Date on Master's Thesis/Doctoral Dissertation

5-2013

Document Type

Doctoral Dissertation

Degree Name

Ph. D.

Department

English

Committee Chair

Journet, Debra S.

Author's Keywords

Explicit instruction; Boundary crossing; Antecedent genres; Templates; Student engagement; Creativity

Subject

English language--Rhetoric--Study and teaching; Creative writing--Study and teaching; Literary form--Study and teaching

Abstract

This dissertation enters the ongoing discussion regarding whether or not genre can and/or should be explicitly taught in the classroom. It begins with an overview of genre theory, specifically centering on explicit genre instruction and the question of genre context. It uses genre, transfer, student engagement, and creativity scholarship, as well as my own empirical research, to argue that instructors might best enable students to learn genres by linking classroom instruction not the social genre context, but to the individual’s genre context. I sought to evaluate such a pedagogical possibility by examining individual students’ propensity to cross genre boundaries, to repurpose their antecedent genre knowledge, and to engage with their writing assignments. The dissertation reports the results of my analysis in six chapters. Chapter one provides a comprehensive literature review and discusses the framework I developed for my project, over-viewing the concepts of boundary crossing, antecedent genres, student engagement, and creativity. Chapter two reports my procedures for data collection, coding, and analysis, and describes the data sources for this project: interviews with four instructors and fifteen students, as well as pre- and post-writing surveys gathered from students in six first year composition courses.

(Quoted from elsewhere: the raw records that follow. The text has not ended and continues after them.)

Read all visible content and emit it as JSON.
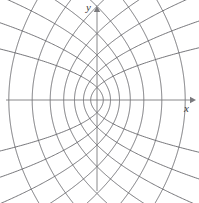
{
  "figure": {
    "name": "orthogonal-families-of-confocal-parabolas",
    "background_color": "#ffffff",
    "curve_color": "#5f5f63",
    "axis_color": "#7a7a7e",
    "label_color": "#3a3a3a",
    "width": 199,
    "height": 203
  },
  "axes": {
    "x_label": "x",
    "y_label": "y",
    "origin": {
      "x": 97,
      "y": 100
    },
    "x_axis": {
      "x1": 6,
      "y1": 100,
      "x2": 190,
      "y2": 100,
      "arrow": "right"
    },
    "y_axis": {
      "x1": 97,
      "y1": 191,
      "x2": 97,
      "y2": 12,
      "arrow": "up"
    }
  },
  "chart_data": {
    "type": "line",
    "title": "",
    "subtitle": "",
    "xlabel": "x",
    "ylabel": "y",
    "xlim": [
      -5.2,
      5.2
    ],
    "ylim": [
      -5.2,
      5.2
    ],
    "grid": false,
    "legend": null,
    "pixels_per_unit_x": 18,
    "pixels_per_unit_y": 18,
    "series": [
      {
        "name": "parabolas-opening-left",
        "equation": "y^2 = 4a(a - x)",
        "orientation": "left",
        "color": "#5f5f63",
        "parameters": [
          0.35,
          0.75,
          1.25,
          1.85,
          2.6,
          3.6,
          4.9
        ]
      },
      {
        "name": "parabolas-opening-right",
        "equation": "y^2 = 4b(b + x)",
        "orientation": "right",
        "color": "#5f5f63",
        "parameters": [
          0.35,
          0.75,
          1.25,
          1.85,
          2.6,
          3.6,
          4.9
        ]
      }
    ]
  }
}
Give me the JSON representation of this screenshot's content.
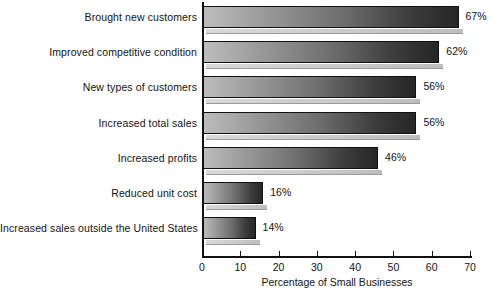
{
  "chart_data": {
    "type": "bar",
    "orientation": "horizontal",
    "title": "",
    "xlabel": "Percentage of Small Businesses",
    "ylabel": "",
    "xlim": [
      0,
      70
    ],
    "xticks": [
      0,
      10,
      20,
      30,
      40,
      50,
      60,
      70
    ],
    "grid": false,
    "legend": false,
    "categories": [
      "Brought new customers",
      "Improved competitive condition",
      "New types of customers",
      "Increased total sales",
      "Increased profits",
      "Reduced unit cost",
      "Increased sales outside the United States"
    ],
    "values": [
      67,
      62,
      56,
      56,
      46,
      16,
      14
    ],
    "data_labels": [
      "67%",
      "62%",
      "56%",
      "56%",
      "46%",
      "16%",
      "14%"
    ]
  },
  "style": {
    "bar_gradient_start": "#bdbdbd",
    "bar_gradient_end": "#262626",
    "bar_border": "#111111",
    "shadow_color": "#cfcfcf",
    "axis_color": "#111111",
    "text_color": "#131313",
    "background": "#ffffff"
  }
}
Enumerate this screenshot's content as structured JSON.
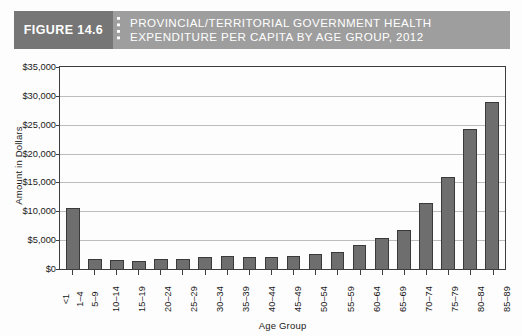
{
  "header": {
    "figure_label": "FIGURE 14.6",
    "title_line1": "PROVINCIAL/TERRITORIAL GOVERNMENT HEALTH",
    "title_line2": "EXPENDITURE PER CAPITA BY AGE GROUP, 2012",
    "tag_bg": "#767676",
    "banner_bg": "#9e9e9e",
    "text_color": "#ffffff"
  },
  "chart_data": {
    "type": "bar",
    "title": "PROVINCIAL/TERRITORIAL GOVERNMENT HEALTH EXPENDITURE PER CAPITA BY AGE GROUP, 2012",
    "xlabel": "Age Group",
    "ylabel": "Amount in Dollars",
    "categories": [
      "<1",
      "1–4",
      "5–9",
      "10–14",
      "15–19",
      "20–24",
      "25–29",
      "30–34",
      "35–39",
      "40–44",
      "45–49",
      "50–54",
      "55–59",
      "60–64",
      "65–69",
      "70–74",
      "75–79",
      "80–84",
      "85–89",
      "90+"
    ],
    "values": [
      10600,
      1700,
      1500,
      1450,
      1700,
      1650,
      2000,
      2250,
      2050,
      2050,
      2300,
      2650,
      3000,
      4200,
      5300,
      6800,
      11500,
      16000,
      24300,
      28900
    ],
    "ylim": [
      0,
      35000
    ],
    "yticks": [
      0,
      5000,
      10000,
      15000,
      20000,
      25000,
      30000,
      35000
    ],
    "ytick_labels": [
      "$0",
      "$5,000",
      "$10,000",
      "$15,000",
      "$20,000",
      "$25,000",
      "$30,000",
      "$35,000"
    ],
    "grid": true,
    "legend": "none",
    "bar_color": "#6e6e6e",
    "bar_border_color": "#3a3a3a",
    "gridline_color": "#bdbdbd",
    "axis_color": "#3d3d3d"
  }
}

Chapters three through six report the results of my research. In chapter three I examine the presence of a powerful, direct, pervasive, and at times, obstructive influence that I termed the “antecedent effect,” or students’ tendency to default to antecedent genre knowledge in a rhetorical situation. Chapter four reports the potentially mitigating impact of explicit instruction on the antecedent effect, specifically suggesting that explicit instruction may enable more students to cross genre boundaries than otherwise would. Chapter five suggests that student engagement with writing prompts may be nearly universal, but also argues that such engagement may not always be positive for learning. This chapter also reveals an extensive overlap between boundary crossing, student engagement, and creativity. Finally, chapter six synthesizes the theoretical and pedagogical implications of my findings, recognizes the limitations of the research I have performed, and suggests areas for future research, including suggestions on ways that such research might be conducted based on my findings.